In this special 10-part series, ESPN's Jayaditya Gupta, who has attended every World Cup since 2002, recalls his favourite matches from the tournament. At no. 8, it's South Korea's first match as World Cup hosts in 2002, when a nation went mad as Guus Hiddink turned a baseball country into one squarely behind football.
The context
South Korea's first match as World Cup hosts, in a group that also featured Portugal and the USA. So they had to get maximum points here.
The match
The hosts began nervously, then gained confidence as they settled down. Hwan Sun-Hong, playing his third World Cup, scored his 50th international goal to put Korea in the lead in the 26th minute and Yoo Sang-Chul doubled that after the break. Poland never really had a chance after that and, though they had a distinct height advantage and used a long-ball strategy, the Koreans were up for whatever was thrown at them. With more than half an hour to go, it was all over bar the chanting.
Also read
32 teams in 32 days: South Korea
The memories
Largely, a nation going mad. In the stadium, a heaving cauldron of red - everyone wore the national team colours, including, helpfully, the Polish fans - and rhythmic, deafening chants of "Tae Han Min Guk"(Korea, in Korean) backed by nonstop drumming. Out in the streets of Busan, Seoul and every other large city, crowds gathered - red jerseys, red face-paint, red bandanas - in front of giant screens.
The wall of sound began when the team came out for the warm-up and ended long after the final whistle, after the team's victory lap and almost until the last drum had been packed away in the North Stand, where the most passionate fans sat (or stood). If the first jointly held World Cup was at times seen as competition between the hosts, South Korea won this round hands down.
Presiding over all of this, like some benign deity, was Guus Hiddink, the coach who led them to the promised land of the semi-finals. He was everywhere: voted Most Suitable Husband by the contestants at the Miss Korea contest, mooted as a possible candidate for the upcoming national presidential elections (there were calls to change the constitution for this express purpose), the subject of an analysis by the Samsung Economic Research Institute of what it called Hiddink Leadership: seven virtues it believed CEOs could learn from. The more Hiddink, a phlegmatic character, tried to downplay expectations, the higher they rose.
You couldn't blame the Koreans; Hiddink had turned, at least temporarily, a baseball country into one squarely behind football. In the days before the World Cup began some of the English-language papers ran headlines with "16?" - a reference to whether the national team would make it to the Round of 16. The opening match blew those doubts away; this win took them to the top of the table, a position they held through the group stage, and momentum (and some good fortune) carried them through to the semis.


## Description of the task
Run through the data and copy out every line that mentions the word "Seksjon".

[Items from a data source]
Start of Block

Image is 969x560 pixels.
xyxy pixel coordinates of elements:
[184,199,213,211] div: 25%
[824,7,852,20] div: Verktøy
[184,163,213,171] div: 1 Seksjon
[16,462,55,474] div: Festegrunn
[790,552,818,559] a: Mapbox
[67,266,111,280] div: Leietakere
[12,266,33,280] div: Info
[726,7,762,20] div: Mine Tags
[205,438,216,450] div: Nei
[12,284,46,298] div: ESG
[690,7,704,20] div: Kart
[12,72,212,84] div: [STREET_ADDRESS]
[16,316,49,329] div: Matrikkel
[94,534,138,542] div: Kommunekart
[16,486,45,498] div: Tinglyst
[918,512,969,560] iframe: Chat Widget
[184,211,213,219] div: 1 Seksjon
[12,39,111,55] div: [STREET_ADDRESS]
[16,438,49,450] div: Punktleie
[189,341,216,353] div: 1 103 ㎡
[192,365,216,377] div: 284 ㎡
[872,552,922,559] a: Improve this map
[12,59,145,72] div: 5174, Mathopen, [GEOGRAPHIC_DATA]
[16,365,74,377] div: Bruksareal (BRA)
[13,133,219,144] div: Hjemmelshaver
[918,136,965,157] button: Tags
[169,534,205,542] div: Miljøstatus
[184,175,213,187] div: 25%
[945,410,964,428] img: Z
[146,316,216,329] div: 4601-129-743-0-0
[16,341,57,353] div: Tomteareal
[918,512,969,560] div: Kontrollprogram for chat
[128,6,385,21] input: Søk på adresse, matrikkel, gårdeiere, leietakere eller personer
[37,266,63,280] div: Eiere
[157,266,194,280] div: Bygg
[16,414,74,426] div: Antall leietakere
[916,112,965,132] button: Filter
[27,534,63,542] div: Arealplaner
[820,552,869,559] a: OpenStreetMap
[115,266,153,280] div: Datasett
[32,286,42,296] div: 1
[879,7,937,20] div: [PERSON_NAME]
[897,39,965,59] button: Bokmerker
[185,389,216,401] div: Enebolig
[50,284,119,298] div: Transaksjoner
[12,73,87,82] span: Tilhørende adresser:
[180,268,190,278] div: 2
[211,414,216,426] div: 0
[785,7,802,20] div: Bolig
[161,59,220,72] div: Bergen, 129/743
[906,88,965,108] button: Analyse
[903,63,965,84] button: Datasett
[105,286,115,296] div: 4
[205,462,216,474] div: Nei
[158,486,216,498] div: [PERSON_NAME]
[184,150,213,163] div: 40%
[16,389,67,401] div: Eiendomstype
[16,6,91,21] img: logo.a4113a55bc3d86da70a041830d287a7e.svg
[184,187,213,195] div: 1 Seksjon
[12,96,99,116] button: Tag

End of Block

## Reply
[184,163,213,171] div: 1 Seksjon
[184,211,213,219] div: 1 Seksjon
[184,187,213,195] div: 1 Seksjon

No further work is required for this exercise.